His arm came about her shoulders for a moment. “That is not like you, my love.”

She gave him a quick smile. “It’s nothing. A silly fancy, no more.”

“Not, I trust, concerning ghosts of smothered little princes or a butt of malmsey wine?”

Feeling a degree lighter, Ottilia dutifully laughed. “Nothing so definite.”

Francis released her, his tone sharpening. “You may be pardoned. The place is like a morgue.”

Again, a tiny riffle of unease disturbed Ottilia’s senses, and she remembered the words of Cassie Dale.
A man died here last night.

Francis crossed to one of the doors and beat a rapid tattoo upon the wood. “Confound it, where the devil is everybody?”

Ottilia’s ears caught the sound of footsteps somewhere in the recesses behind the walls. “Listen!”

In the silence, the patter of feet grew louder. Ottilia saw Francis turn towards a door at the back. It opened, and a matronly figure bustled into the hall.

“Oh dear, I’m that sorry to have kept you waiting, sir,” said the woman, sounding out of breath, “only we’re all in a pother today.”

She came to a halt before them and dropped a curtsy, peering up at them through the gloom. Her head bobbed towards Ottilia.

“Beg pardon, ma’am, I’m sure. How may I serve you?”

Ottilia forestalled Francis as he opened his mouth to answer. Moving forward, she held out her hand and smiled at the woman.

“I’m afraid we are stranded. Our carriage is broken, and
we have no means of continuing our journey. Will you take pity upon us—Mrs. Pakefield, isn’t it?”

The woman looked astonished as she took the proffered hand. “Yes, it is, ma’am, but it beats me how you knew it.”

“We had the pleasure of meeting Miss Beeleigh and Mrs. Radlett on our way here. They kindly directed us to your house.”

Mrs. Pakefield looked gratified. “They’re good souls, both of ’em. But do you say you walked from the post road?”

“Oh, it was no hardship, Mrs. Pakefield. Only I would very much appreciate a glass of lemonade. And then perhaps a cup of coffee.” She interrupted the woman’s murmured assent with a gesture towards Francis. “And my husband—oh, this is my husband, Lord Francis Fanshawe.” Her eyes had become accustomed to the gloom, and she was able to note with satisfaction the instant startled lift to the woman’s head. “My husband would much appreciate a tankard of ale to begin with, but he is excessively hungry.”

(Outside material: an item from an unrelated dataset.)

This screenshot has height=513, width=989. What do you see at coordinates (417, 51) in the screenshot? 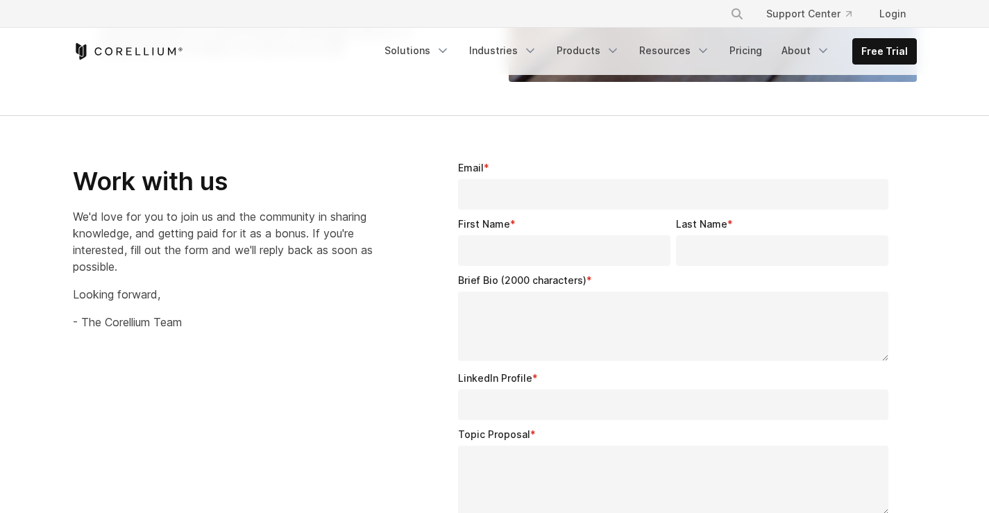
I see `a: Solutions` at bounding box center [417, 51].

“Yes, of course, ma’am—my lady, I should say—I’ll have Cook rustle up a repast in no time.”

“Some ham, perhaps,” said Ottilia, unable to resist throwing a mischievous glance at Francis. His lips quirked, but he said nothing.

Mrs. Pakefield at once launched into a recital of the range of viands at her disposal, ushering the visitors meanwhile through the door on which Francis had previously knocked. The atmosphere at once brightened, and Ottilia looked approvingly around a roomy apartment whose windows let onto the frontage, presenting an excellent view of the green and its environs. The sun streamed in, throwing latticed shadows onto a large round table. There was another long table near the opposite wall beyond the empty hearth, with a bench behind.

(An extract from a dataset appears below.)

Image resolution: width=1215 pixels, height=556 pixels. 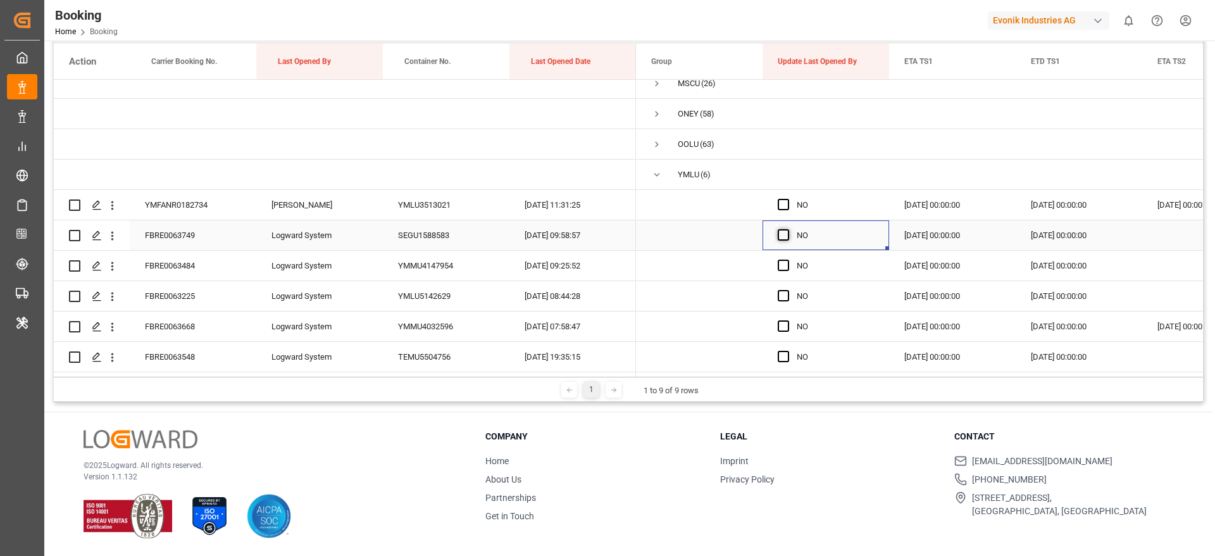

“What a pleasant room,” Ottilia said effusively, crossing to look out.

A swift glance took in the tavern opposite, flanked at a
little distance by several buildings on each side, a round little grey structure in the middle of the green—a lock-up?—and a row of houses at the far end, at either side of which the divided lane led away. Behind them at a little distance rose a tower that pointed the location of the church. Ottilia could not have hoped for better.

“This is so pretty, with the view and the sun coming in.”

She turned as she spoke to examine the landlady in the better light and was pleased to note the flush of pleasure rising into Mrs. Pakefield’s cheeks.